His early life had also included a good deal of travel. As a child, he regularly visited his mother’s home in Bangalore and also accompanied his father, a health demographer, on some of his work-related field trips. Bloom says from a very young age, he saw what abject poverty looks like – and was surprised to meet in slums happy people who were genuinely enjoying their lives.
“There is research on this, that someone who is like at an average level in a very poor community is actually generally happier than someone who is poor in a very rich area because a lot of our happiness, when it comes to money, is based on a relative perspective of where we stand in comparison to others.”
Education is clearly a motivator in the Bloom family, so his parents used travel as “teachable moments” to emphasise his good luck in being born where he was. It is, says Bloom quoting billionaire Warren Buffett, winning the “ovarian lottery”.
“I think there is a sense of responsibility that comes with that, and my parents were always really thoughtful about instilling in my sister and I to appreciate these gifts and then to try to do something to help others along the way.”
Sahil Bloom’s six marketable meta skills to build for a high-income future
An extract from The 5 Types of Wealth: A Transformative Guide to Design Your Dream Life
The basic model to establish a robust income engine:
1. Build marketable skills
2. Leverage marketable skills to convert them into income
This model is broadly applicable: Whether you’re a recent graduate just starting out or a seasoned professional late in your career, to establish and build an income engine, follow this basic model.
Meta-skills are the foundational marketable skills upon which other skills can be developed.
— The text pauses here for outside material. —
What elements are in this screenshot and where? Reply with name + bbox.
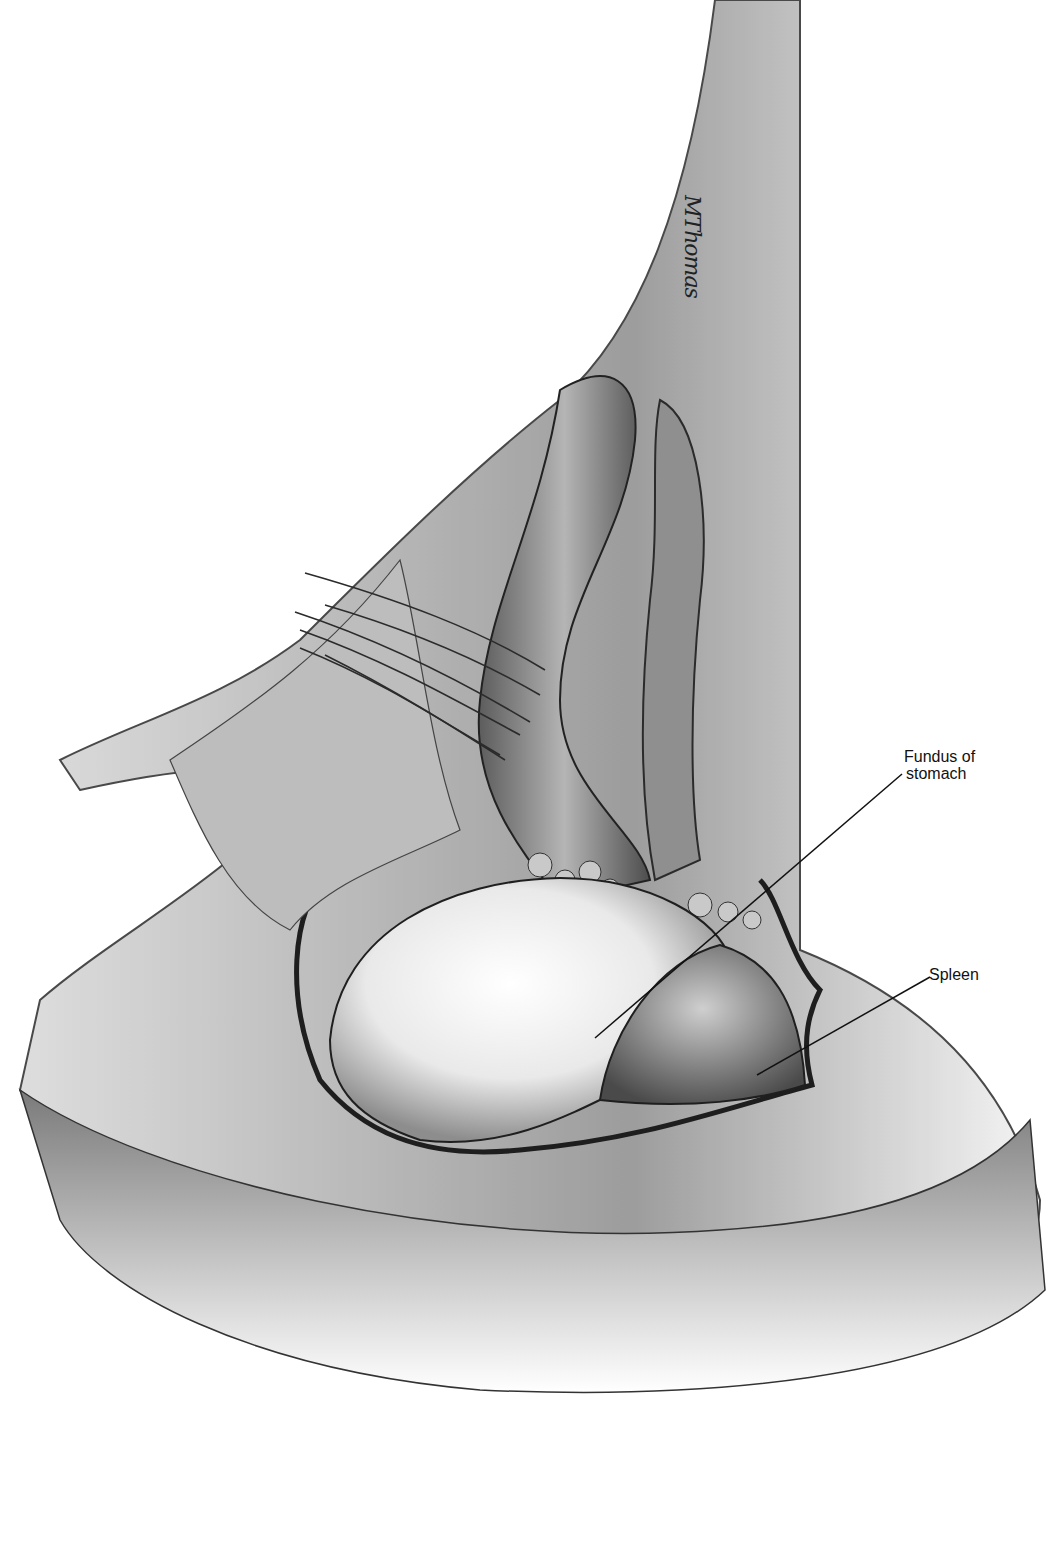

The most useful meta-skills are those that can be leveraged across the risk spectrum from lower-risk, time-for-money primary employment to volatile, higher-risk, self employment – in a variety of potential income-generating endeavours.
Here are a few of the most valuable meta-skills to consider building:
• SALES: The ability to sell a product, service, vision, or oneself is a meta-skill for life. Selling is at the core of most success stories.
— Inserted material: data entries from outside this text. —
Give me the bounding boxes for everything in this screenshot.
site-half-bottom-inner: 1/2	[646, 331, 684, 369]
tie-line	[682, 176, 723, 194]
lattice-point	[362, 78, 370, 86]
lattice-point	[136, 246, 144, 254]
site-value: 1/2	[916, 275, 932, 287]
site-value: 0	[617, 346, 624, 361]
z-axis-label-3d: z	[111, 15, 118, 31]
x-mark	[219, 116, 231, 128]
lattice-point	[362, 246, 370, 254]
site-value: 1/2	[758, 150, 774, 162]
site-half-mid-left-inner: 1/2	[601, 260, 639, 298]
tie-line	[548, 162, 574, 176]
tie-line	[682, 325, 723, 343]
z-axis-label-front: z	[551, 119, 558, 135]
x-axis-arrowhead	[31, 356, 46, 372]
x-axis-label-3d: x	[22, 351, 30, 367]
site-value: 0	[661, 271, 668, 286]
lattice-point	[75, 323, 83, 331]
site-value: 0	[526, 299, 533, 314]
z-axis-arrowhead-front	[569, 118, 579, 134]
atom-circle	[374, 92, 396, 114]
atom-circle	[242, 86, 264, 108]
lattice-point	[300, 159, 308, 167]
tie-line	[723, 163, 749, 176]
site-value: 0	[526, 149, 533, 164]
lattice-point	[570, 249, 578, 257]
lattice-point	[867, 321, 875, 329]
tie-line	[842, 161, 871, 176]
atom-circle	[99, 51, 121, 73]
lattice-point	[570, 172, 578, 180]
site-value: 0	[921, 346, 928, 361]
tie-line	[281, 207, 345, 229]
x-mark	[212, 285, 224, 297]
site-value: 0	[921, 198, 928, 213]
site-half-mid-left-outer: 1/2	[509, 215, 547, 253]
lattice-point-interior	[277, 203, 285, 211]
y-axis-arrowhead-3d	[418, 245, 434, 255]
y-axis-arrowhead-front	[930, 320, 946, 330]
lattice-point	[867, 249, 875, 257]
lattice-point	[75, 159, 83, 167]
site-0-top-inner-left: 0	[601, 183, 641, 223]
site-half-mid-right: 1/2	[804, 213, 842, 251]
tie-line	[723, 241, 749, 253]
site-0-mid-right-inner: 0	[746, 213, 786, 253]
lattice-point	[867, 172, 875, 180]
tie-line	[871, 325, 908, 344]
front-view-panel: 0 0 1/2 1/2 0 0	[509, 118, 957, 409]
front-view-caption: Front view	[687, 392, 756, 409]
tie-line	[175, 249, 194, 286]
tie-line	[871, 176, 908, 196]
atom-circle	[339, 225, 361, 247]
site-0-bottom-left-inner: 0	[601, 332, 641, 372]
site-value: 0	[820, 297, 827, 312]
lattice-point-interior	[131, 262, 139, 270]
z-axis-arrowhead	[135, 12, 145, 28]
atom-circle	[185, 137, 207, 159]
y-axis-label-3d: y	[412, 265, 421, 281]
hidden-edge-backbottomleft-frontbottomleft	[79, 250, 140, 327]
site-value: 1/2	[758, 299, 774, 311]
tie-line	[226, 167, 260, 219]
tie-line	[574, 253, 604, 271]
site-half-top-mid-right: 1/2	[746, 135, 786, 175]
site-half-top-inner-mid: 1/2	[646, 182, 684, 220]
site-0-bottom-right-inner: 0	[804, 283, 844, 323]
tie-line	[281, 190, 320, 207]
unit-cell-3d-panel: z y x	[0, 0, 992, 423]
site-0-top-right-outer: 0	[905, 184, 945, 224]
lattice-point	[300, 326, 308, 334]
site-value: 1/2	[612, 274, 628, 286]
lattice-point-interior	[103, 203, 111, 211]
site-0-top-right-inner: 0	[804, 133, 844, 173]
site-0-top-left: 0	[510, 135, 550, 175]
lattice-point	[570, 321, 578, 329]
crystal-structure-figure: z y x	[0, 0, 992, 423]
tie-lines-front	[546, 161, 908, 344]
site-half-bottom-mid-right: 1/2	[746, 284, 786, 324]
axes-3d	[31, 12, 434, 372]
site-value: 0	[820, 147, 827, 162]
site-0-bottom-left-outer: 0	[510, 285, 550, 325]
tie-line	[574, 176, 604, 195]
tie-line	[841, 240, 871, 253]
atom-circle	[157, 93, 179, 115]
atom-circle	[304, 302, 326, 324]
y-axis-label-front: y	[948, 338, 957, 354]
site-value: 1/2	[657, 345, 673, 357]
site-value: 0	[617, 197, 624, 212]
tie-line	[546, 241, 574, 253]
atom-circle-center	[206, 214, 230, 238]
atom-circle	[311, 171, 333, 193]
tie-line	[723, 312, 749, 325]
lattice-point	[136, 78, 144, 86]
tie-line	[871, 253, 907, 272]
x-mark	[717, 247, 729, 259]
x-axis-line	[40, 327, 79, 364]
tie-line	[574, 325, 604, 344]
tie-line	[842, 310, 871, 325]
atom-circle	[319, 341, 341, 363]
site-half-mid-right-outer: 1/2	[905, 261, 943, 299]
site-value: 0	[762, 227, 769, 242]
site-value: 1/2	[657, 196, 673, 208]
• STORYTELLING: The ability to aggregate data and formulate a clear, concise narrative. This applies across functional areas and is essential to a variety of career tracks, including traditional, stable career paths like medicine, law, and finance.
• DESIGN: In a world where artificial intelligence will direct much of the doing, design taste and preferences will rise in importance. The ability to direct AI (and humans) to produce a coherent, beautiful design vision will be essential across many industries.
• WRITING: You cannot write clearly if you aren’t thinking clearly. Writing forces a clarity of thought that is useful across any major endeavor. The ability to convey ideas in simple, concise language is a meta-skill that will provide value in every arena.
• SOFTWARE ENGINEERING: Our world is increasingly governed by bits and bytes. Those who understand that world will be better positioned to thrive. The ability to leverage AI to accelerate efforts is a skill that all software engineers will need to develop.
• DATA SCIENCE: Data is becoming modern gold, a currency like no other. The ability to analyse, tag, manipulate and leverage data is going to be an increasingly valuable skill in an AI-driven world.
This is not intended to be an exhaustive list, but each of these marketable skills is attractive in that can be leveraged to create stable, growing primary-employment income and higher-upside secondary-income streams. There are other marketable skills, such as those around medicine, law, finance, and certain professional services, that have strong income potential but are generally confined to single, stable, primary employment tracks, so they may be more limited in terms of long-term upside.
If you build a solid foundation of meta-skills, you will create the conditions for a high-income future.